Introduction
I thought that getting Plex Media Server working with Tailscale would be as easy as getting Tailscale to work with Kibana. I have a NAS/container-workload server, and I use it to run various services like ELK or GIS servers. After years of streaming our favorite movies from Amazon Prime, and putting up with degraded quality when everyone in the neighborhood is home doing the same thing, I figured it’s time to set up Plex. How hard can it be? Turns out it was a pain! I originally though the problem was due to how I run containers.
I’ve been meaning to write about my new NAS server but haven’t had time. It’s based on a SuperMicro EPYC SOC CPU, and workloads are LXD containers managed by an elegant sub 300 line bash script called Orca. Each workload runs it’s own Tailscale client. Tailscale in LXD supposedly requires access to a tun device which I have not done.
Installing Plex
The NAS server runs NixOS, but the workloads use Ubuntu so I followed the standard Debian instructions to install Plex. It’s super easy to configure reproducible workloads with mapped storage using Orca.
Plex Media Server is a 19MB ELF file written in C++. When the service starts, it’s listening on 0.0.0.0:32400
. Plex really wants you to create an online account that you can use to log into your server. Using an online account hides a lot of your server settings, gives you a STUN to stream your content from anywhere outside your local network, and lets you buy media from Plex.
Lots of people do not want to use Plex’s online accounts. Your choices are online accounts or no authentication at all.
Disabling Plex authentication for local networks
I don’t care about auth for my movies and TV shows, but my threat model does include malicious JS running in an older web browser making HTTP calls to 19MB of C++. That would require an old browser or a new browser vulnerability, but still…
There are advanced configuration settings in Preferences.xml
.
allowedNetworks
let’s you define, a list of networks that are allowed to access PMS without authentication. Must be listed with full subnet, e.g. 192.168.1.0/255.255.255.0,10.10.10.0/255.255.255.0
.
I want to restrict access to Plex by only exposing it on a Tailnet. Many media streaming devices support Tailscale. The problem is that Tailnet IPv4 addresses are on the Carrier Grade NAT IP space 100.64.0.0 - 100.127.255.255
and Plex will only disable auth for addresses on the RFC 1918 Private Network space 10.0.0.0 - 10.255.255.255, 172.16.0.0 - 172.31.255.255, 192.168.0.0 - 192.168.255.255
.
If you configure allowedNetworks
with an address range not in RFC 1918, Plex will ignore it. We can overcome this but it takes a little work. It’s not clear to me whether Plex looks at the packet’s SRC address or not, but it does look at several HTTP headers for each request to determine the source IP for the request.
Setting up a reverse proxy with Caddy
Caddy is a friendly and modern HTTP server written in Go. You can set up a reverse proxy in a few lines of code, and it integrates with Tailscale’s experimental TLS, so you don’t have to provide it with certificates.
You install Caddy on Ubuntu in the normal way. They provide a unit file and instructions for making it persistent. The Tailscale daemon can be configured to give the Caddy user access to the TLS certs.
Now we just need to rewrite some headers to replace the Tailscale CGNAT IP address with a private space IP. You can use any private space IP you want so long as it’s the same in the Caddyfile and the allowedNetworks
attribute in Preferences.xml
.
Here is my Caddyfile:
orca-plex.tailnet-xxxx.ts.net {
reverse_proxy localhost:32400 {
header_up -Referer
header_up -X-Forwarded-For
header_up Origin "orca-plex.tailnet-xxxx.ts.net" "10.54.0.88"
header_up Host "orca-plex.tailnet-xxxx.ts.net" "10.54.0.88"
header_down Location "10.54.0.88" "orca-plex.tailnet-xxxx.ts.net"
}
}
The reverse_proxy directive lets you remove and modify upstream and downstream request headers.
- Remove the
Referer
header since it has the Tailscale host and is not needed. - Remove
X-Forwarded-For
which is added byreverse_proxy
but also has our source IP/host and is not needed. - Replace the Tailscale host in the
Host
header with our private IP. - Replace the private IP with the Tailscale host in the
Location
header on the response.
Final thoughts
It’s an interesting choice by Tailscale to use the CGNAT address space. They have a bit to say on it here. I think lot of people would have problems using Tailscale with Plex, but when googling, I didn’t find anyone mentioning it. This is a bit troubling since I may be missing something very simple and do not need the reverse proxy at all.
Be careful which headers you remove or manipulate. Originally I was removing the Origin
header but that wipes out CORS protection. Swapping the origin header when it matches our Tailnet address should be safe.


→ **Work instructions**
Could you copy every line of the data that contains the word "panel"?
>>>>>
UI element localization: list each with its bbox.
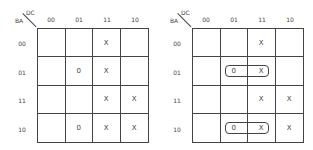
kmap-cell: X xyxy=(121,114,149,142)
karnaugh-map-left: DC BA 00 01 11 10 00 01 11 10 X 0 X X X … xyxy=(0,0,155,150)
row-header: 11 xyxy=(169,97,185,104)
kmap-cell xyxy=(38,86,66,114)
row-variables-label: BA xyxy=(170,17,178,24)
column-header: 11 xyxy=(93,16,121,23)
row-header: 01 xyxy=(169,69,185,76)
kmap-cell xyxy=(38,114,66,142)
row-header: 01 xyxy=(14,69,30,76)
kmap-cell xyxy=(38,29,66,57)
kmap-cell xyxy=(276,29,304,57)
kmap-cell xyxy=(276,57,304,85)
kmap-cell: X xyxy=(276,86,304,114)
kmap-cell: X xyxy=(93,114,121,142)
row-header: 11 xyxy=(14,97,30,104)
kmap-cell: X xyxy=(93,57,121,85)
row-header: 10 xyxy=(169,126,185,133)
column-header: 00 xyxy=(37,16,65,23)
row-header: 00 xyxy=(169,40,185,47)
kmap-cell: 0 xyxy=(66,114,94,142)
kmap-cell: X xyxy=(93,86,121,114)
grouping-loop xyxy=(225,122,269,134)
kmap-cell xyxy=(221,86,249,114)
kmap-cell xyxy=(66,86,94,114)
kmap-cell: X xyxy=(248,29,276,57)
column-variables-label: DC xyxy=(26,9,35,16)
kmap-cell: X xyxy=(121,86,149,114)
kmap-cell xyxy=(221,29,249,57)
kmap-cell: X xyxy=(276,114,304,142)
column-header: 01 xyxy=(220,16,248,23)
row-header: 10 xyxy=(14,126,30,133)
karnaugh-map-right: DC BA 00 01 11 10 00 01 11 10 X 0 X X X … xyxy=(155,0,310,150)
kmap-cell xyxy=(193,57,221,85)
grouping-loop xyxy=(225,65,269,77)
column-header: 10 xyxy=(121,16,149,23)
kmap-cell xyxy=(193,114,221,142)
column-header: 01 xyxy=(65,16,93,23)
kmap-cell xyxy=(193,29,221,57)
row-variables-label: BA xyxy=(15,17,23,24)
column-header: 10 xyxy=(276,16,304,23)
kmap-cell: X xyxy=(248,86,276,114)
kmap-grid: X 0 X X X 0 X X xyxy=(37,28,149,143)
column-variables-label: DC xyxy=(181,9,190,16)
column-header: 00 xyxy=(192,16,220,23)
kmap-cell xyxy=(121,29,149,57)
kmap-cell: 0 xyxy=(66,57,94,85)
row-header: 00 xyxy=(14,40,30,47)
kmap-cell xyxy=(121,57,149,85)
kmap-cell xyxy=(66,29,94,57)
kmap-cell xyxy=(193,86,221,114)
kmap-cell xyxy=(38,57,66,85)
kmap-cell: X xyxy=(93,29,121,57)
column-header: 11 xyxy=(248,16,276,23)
<<<<<
>>>>>
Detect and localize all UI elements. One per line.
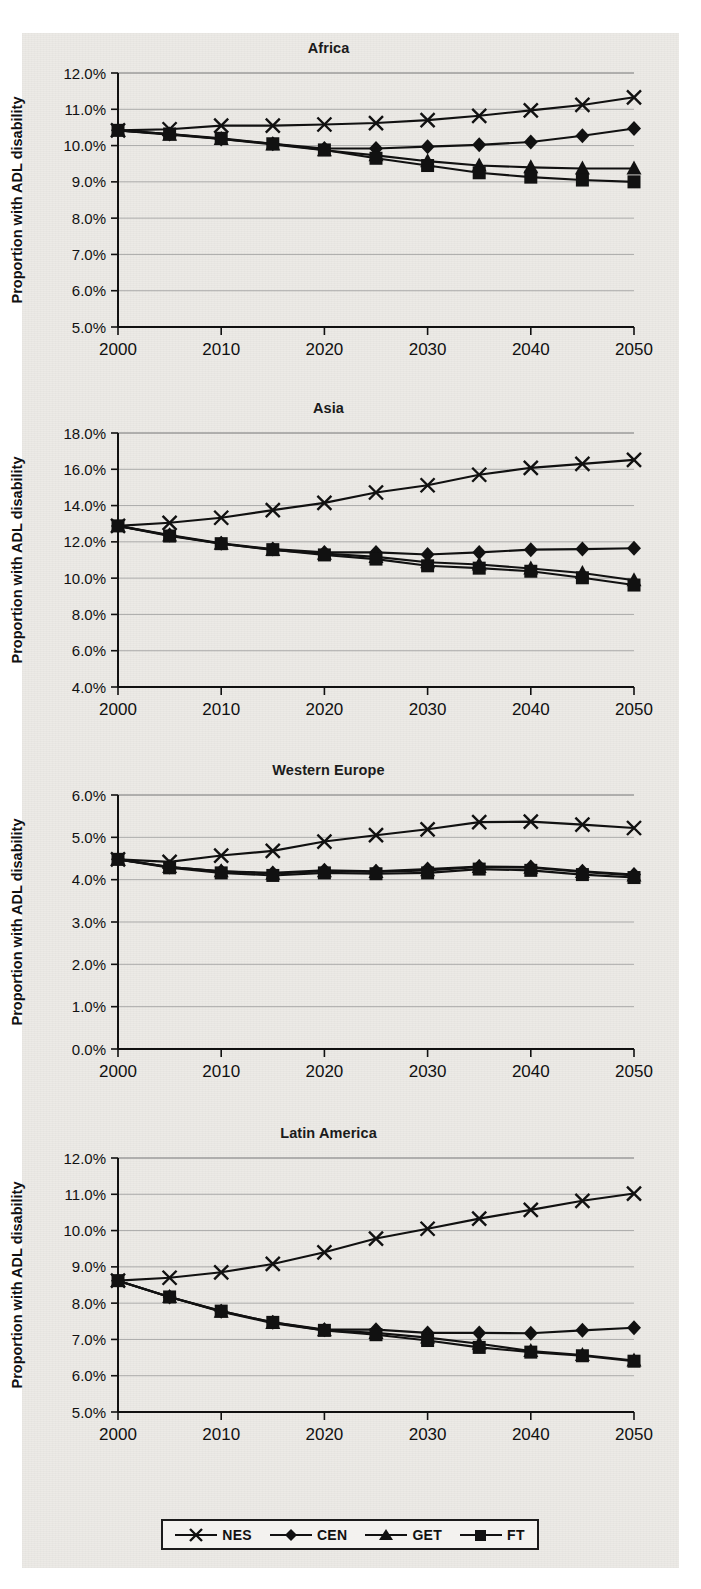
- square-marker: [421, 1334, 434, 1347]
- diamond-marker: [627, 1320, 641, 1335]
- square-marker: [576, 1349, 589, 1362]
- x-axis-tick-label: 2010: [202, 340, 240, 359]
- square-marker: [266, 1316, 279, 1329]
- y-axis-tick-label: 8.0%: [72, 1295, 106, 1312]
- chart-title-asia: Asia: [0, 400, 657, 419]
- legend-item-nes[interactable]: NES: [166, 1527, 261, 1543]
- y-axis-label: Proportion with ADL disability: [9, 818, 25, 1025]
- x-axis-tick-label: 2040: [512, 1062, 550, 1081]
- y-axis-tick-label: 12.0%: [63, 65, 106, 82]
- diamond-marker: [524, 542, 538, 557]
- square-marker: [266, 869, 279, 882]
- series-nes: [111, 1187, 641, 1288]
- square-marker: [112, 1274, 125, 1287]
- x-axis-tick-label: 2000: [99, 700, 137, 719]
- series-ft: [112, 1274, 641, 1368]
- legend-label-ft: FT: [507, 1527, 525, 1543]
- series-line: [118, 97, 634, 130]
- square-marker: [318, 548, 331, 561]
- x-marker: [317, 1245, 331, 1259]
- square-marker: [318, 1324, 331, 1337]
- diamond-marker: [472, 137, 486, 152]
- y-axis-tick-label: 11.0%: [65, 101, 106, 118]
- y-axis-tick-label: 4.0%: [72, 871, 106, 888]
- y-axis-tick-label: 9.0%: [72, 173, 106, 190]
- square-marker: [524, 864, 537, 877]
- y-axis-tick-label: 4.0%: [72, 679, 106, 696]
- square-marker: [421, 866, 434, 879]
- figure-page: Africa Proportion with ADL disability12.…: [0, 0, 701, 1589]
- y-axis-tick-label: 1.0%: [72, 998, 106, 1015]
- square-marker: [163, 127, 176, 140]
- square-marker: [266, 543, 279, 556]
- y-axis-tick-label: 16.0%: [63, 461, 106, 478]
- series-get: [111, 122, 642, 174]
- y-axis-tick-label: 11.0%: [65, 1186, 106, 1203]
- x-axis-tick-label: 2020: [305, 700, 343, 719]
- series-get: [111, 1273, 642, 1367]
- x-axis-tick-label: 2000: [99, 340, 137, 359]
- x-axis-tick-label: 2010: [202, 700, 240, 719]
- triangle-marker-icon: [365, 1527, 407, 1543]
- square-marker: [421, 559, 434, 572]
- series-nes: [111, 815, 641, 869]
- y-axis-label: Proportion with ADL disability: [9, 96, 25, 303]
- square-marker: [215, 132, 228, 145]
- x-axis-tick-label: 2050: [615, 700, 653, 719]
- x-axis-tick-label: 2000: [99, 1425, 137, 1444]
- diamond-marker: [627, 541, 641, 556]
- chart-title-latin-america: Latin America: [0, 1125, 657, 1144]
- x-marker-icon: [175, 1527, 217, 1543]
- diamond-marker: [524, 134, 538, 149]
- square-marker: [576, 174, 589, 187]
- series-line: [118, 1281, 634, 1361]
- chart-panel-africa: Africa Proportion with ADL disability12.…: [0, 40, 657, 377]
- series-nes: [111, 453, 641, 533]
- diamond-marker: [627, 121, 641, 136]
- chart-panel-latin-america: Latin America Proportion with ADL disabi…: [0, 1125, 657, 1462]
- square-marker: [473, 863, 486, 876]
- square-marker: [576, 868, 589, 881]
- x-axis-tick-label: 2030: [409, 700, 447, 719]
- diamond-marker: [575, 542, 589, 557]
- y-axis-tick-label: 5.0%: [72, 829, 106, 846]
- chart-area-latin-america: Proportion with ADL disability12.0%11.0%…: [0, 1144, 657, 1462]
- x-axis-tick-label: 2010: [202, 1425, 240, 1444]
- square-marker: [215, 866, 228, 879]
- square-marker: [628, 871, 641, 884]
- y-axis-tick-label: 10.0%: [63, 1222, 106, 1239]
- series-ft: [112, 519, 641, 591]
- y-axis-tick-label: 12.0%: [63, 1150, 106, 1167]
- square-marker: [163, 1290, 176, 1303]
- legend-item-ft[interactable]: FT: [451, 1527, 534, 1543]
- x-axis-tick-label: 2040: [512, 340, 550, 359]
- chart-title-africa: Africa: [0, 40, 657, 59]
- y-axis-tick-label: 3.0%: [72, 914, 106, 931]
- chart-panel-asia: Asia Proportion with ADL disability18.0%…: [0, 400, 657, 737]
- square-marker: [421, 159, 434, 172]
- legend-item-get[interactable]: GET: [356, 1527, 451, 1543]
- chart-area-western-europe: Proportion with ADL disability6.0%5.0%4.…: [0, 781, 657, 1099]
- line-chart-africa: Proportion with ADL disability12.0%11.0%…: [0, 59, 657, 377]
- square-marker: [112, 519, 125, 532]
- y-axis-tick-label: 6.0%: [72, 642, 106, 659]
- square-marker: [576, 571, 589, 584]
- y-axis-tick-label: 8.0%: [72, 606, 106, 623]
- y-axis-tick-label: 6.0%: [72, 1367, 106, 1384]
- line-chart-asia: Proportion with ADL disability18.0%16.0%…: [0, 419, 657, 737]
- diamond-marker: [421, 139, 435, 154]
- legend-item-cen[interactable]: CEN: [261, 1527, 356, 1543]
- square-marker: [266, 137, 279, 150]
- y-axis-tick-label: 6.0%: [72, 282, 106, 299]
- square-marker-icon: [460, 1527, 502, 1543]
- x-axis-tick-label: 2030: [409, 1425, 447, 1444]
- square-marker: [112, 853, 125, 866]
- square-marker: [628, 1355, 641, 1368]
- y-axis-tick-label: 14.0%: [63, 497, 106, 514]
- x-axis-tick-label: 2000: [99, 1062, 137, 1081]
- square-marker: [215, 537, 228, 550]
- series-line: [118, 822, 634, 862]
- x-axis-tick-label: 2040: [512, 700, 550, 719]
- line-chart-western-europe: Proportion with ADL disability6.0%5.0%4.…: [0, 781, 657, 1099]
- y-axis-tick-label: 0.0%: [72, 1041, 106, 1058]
<<<<<
>>>>>
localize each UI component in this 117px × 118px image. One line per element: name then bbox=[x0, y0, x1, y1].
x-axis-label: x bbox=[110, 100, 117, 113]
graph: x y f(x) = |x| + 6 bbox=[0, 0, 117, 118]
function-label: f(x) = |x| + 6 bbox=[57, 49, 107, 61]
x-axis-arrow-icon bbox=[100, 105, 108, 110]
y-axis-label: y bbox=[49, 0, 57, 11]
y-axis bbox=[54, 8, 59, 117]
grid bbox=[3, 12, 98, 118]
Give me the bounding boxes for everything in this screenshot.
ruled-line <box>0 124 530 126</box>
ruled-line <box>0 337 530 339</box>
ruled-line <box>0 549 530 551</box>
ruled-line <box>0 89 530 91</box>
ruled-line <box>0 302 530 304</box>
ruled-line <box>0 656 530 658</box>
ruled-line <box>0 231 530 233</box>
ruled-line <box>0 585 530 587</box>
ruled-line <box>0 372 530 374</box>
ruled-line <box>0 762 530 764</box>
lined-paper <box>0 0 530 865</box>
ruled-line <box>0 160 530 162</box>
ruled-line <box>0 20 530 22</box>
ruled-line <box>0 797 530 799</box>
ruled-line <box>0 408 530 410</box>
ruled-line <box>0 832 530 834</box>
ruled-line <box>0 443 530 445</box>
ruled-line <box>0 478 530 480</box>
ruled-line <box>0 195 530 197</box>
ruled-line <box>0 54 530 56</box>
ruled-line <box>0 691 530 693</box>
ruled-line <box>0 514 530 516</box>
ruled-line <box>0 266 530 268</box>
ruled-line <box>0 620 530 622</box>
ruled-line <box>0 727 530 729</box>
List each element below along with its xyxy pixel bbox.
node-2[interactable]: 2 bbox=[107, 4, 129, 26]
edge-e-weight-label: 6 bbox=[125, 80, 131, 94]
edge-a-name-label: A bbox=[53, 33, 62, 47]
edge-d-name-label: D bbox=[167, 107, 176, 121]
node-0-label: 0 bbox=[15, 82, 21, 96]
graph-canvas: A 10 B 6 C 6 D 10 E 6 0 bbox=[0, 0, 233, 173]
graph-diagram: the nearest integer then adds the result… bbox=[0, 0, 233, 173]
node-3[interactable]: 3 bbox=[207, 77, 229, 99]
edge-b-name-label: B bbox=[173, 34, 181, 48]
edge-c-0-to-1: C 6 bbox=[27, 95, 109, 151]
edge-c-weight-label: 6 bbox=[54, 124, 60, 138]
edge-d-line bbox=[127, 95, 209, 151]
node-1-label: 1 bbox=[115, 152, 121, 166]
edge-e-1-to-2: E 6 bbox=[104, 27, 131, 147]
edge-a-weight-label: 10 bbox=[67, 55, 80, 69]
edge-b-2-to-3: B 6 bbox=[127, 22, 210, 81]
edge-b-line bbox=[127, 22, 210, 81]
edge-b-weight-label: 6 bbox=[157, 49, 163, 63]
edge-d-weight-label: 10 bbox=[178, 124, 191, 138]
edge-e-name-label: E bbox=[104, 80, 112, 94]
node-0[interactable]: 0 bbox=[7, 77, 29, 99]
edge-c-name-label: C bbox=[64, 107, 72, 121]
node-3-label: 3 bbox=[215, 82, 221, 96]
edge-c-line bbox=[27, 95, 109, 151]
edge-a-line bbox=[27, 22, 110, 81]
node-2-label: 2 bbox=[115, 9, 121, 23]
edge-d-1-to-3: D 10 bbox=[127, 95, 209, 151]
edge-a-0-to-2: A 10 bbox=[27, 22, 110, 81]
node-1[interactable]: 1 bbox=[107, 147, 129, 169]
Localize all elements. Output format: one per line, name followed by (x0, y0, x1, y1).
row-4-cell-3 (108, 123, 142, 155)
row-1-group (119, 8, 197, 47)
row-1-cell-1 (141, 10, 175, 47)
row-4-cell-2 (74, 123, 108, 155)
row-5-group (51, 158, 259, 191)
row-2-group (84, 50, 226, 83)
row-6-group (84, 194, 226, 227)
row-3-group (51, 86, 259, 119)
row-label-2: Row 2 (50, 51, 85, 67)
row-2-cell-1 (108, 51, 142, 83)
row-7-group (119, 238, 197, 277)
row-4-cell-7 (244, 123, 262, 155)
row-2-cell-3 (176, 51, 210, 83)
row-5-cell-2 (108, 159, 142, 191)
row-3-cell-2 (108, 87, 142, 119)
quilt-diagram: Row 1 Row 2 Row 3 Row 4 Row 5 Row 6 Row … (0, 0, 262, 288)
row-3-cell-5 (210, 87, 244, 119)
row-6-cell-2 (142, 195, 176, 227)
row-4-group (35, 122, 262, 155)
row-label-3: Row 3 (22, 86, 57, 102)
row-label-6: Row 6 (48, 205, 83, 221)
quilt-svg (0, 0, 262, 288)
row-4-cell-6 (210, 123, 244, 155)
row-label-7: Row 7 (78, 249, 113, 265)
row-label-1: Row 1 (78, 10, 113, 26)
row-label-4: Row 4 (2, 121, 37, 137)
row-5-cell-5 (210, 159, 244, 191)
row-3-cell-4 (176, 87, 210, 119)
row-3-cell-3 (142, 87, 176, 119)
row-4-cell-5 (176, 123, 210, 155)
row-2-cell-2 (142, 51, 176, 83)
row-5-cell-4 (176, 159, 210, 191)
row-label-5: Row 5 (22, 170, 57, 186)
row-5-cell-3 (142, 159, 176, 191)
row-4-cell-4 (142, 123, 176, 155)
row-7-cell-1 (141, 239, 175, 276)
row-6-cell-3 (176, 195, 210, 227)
<<<<<
→ **Result**
- chart-panel-africa: Africa Proportion with ADL disability12.…: [0, 40, 657, 377]
- chart-panel-latin-america: Latin America Proportion with ADL disabi…: [0, 1125, 657, 1462]
- chart-panel-asia: Asia Proportion with ADL disability18.0%…: [0, 400, 657, 737]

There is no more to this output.